Saturday 24 November 2001

Diva's film debut slated

Music diva Mariah Carey makes her British film debut this weekend in a rags to riches love story set against the backdrop of the New York club scene. However, film critics in the US and UK have already slated the movie with the majority describing it as a hodgepodge of clichés and bad acting that are sure to generate unintentional laughs.

The film centres on Billie Frank, a child taken in by social services because her mother does not earn enough in her singing career to support her family. But, naturally, our Billie's determined that where her mother failed, she'll succeed owing to a good voice and the help of bad-boy club DJ Julian Dice, played by British actor Max Beesley.

Billie soon finds herself a huge star in the New York club world, but as her career rockets and Dice's declines, their relationship brings even more stress to Billie on her way to superstardom.

Carey wrote all the songs her character performs, and several of the other pieces of music featured in the movie. She insisted on heavy security during the making of the film in order that no one could pirate the soundtrack. The crew only played tiny clips and compilations of the tracks rather than the finished versions. And all the film's extras were banned from bringing any kind of electronic equipment on to the set.

Charlie Gant of Heat magazine described Glitter as "a big mess" and "big pile of clichés" in which "Mariah simpers through the film thinking that she's cute". And in the US, critics were far more blunt. "An unintentionally hilarious compendium of time-tested cinematic clichés that illustrates the chasm between hopeful imitation and successful duplication," according to the New York Times' Lawrence Van Gelder.

Meanwhile, LA-based newspaper film reviewer Gregory Weinkauf said: "It's just an intentional hoot, sabotaged by clunky direction, a screenplay so awful it feels as though there are no vowels, and Carey's inability to recite a line of it." Rather more pointedly, US-based TV magazine critic Steve Simels said Glitter was a "butt-numbing exercise in tedium". And on Cranky Critic's website - www.crankycritic.com - reviewer Chuck Schwartz said: "There is good. There is bad. There is worse and terrible and pathetic and painful. Then there is Glitter."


**To do**:
Transcribe the records below exactly, leaving out any pictures.

Segment Start: Recorded data

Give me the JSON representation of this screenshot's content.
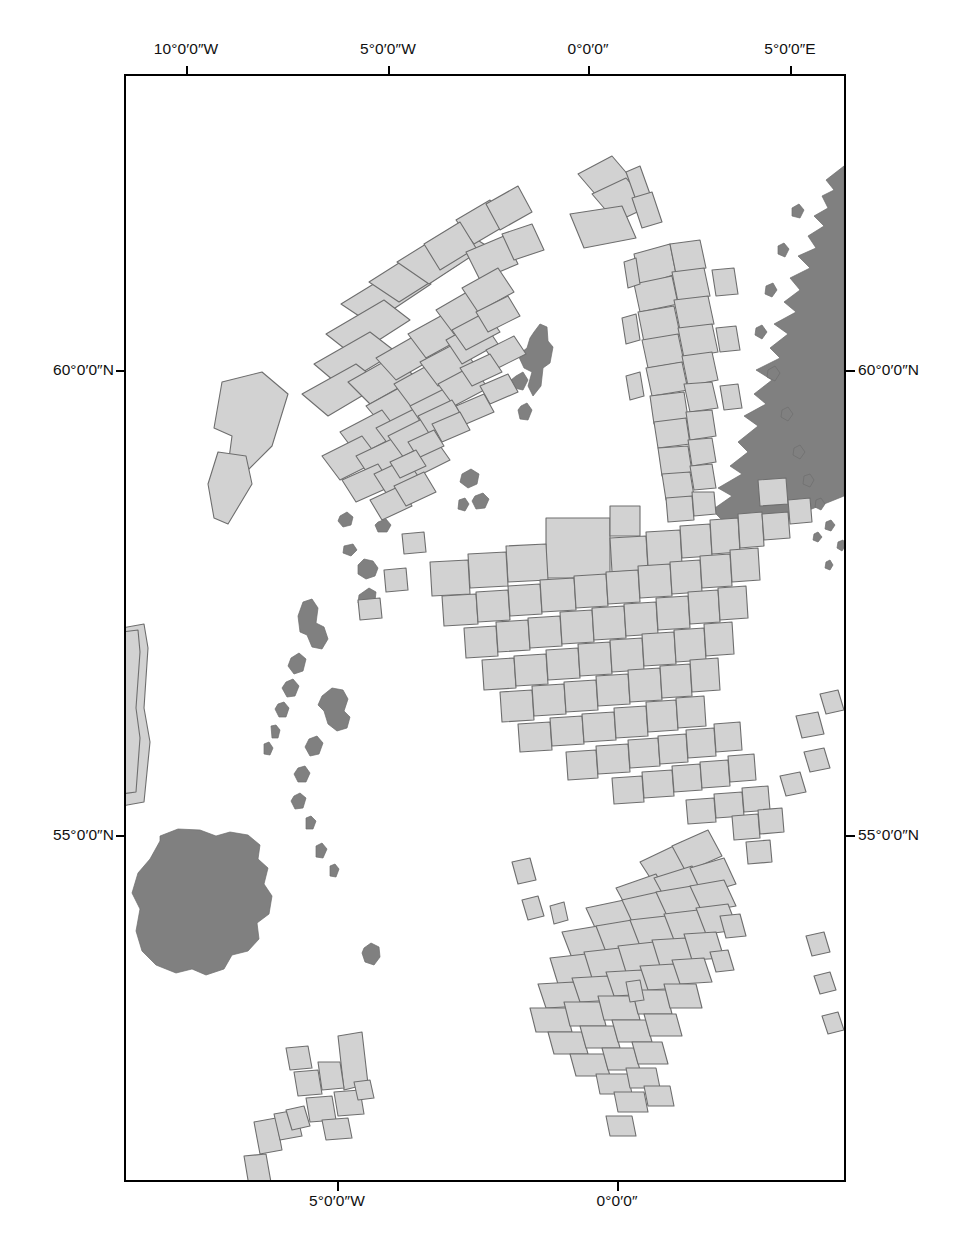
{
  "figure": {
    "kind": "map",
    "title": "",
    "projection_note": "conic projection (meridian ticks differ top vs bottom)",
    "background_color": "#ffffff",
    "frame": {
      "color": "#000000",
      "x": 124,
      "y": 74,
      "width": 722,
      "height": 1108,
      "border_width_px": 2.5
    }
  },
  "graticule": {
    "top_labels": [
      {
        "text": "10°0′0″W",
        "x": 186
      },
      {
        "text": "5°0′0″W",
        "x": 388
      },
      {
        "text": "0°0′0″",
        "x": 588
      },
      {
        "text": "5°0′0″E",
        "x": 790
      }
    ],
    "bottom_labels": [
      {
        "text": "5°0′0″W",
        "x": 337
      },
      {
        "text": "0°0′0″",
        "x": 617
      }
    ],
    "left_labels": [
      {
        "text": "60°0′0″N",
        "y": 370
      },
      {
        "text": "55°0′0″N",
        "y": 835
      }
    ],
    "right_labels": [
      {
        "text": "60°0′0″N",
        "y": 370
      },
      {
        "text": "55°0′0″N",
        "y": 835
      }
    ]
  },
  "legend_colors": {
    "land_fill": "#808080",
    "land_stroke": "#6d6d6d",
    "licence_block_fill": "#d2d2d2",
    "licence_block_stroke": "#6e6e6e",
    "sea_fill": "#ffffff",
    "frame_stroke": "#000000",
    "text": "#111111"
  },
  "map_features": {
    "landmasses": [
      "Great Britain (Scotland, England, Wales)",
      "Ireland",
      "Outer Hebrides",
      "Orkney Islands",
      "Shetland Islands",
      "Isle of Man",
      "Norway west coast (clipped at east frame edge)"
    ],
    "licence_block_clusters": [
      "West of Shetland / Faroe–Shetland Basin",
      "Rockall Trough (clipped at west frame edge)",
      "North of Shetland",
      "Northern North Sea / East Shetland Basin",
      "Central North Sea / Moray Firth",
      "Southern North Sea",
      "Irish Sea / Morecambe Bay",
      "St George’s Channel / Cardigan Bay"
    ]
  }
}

Segment End: Recorded data

**Reply to the exercise**:
Give me the JSON representation of this screenshot's content.
{
  "figure": {
    "kind": "map",
    "title": "",
    "projection_note": "conic projection (meridian ticks differ top vs bottom)",
    "background_color": "#ffffff",
    "frame": {
      "color": "#000000",
      "x": 124,
      "y": 74,
      "width": 722,
      "height": 1108,
      "border_width_px": 2.5
    }
  },
  "graticule": {
    "top_labels": [
      {
        "text": "10°0′0″W",
        "x": 186
      },
      {
        "text": "5°0′0″W",
        "x": 388
      },
      {
        "text": "0°0′0″",
        "x": 588
      },
      {
        "text": "5°0′0″E",
        "x": 790
      }
    ],
    "bottom_labels": [
      {
        "text": "5°0′0″W",
        "x": 337
      },
      {
        "text": "0°0′0″",
        "x": 617
      }
    ],
    "left_labels": [
      {
        "text": "60°0′0″N",
        "y": 370
      },
      {
        "text": "55°0′0″N",
        "y": 835
      }
    ],
    "right_labels": [
      {
        "text": "60°0′0″N",
        "y": 370
      },
      {
        "text": "55°0′0″N",
        "y": 835
      }
    ]
  },
  "legend_colors": {
    "land_fill": "#808080",
    "land_stroke": "#6d6d6d",
    "licence_block_fill": "#d2d2d2",
    "licence_block_stroke": "#6e6e6e",
    "sea_fill": "#ffffff",
    "frame_stroke": "#000000",
    "text": "#111111"
  },
  "map_features": {
    "landmasses": [
      "Great Britain (Scotland, England, Wales)",
      "Ireland",
      "Outer Hebrides",
      "Orkney Islands",
      "Shetland Islands",
      "Isle of Man",
      "Norway west coast (clipped at east frame edge)"
    ],
    "licence_block_clusters": [
      "West of Shetland / Faroe–Shetland Basin",
      "Rockall Trough (clipped at west frame edge)",
      "North of Shetland",
      "Northern North Sea / East Shetland Basin",
      "Central North Sea / Moray Firth",
      "Southern North Sea",
      "Irish Sea / Morecambe Bay",
      "St George’s Channel / Cardigan Bay"
    ]
  }
}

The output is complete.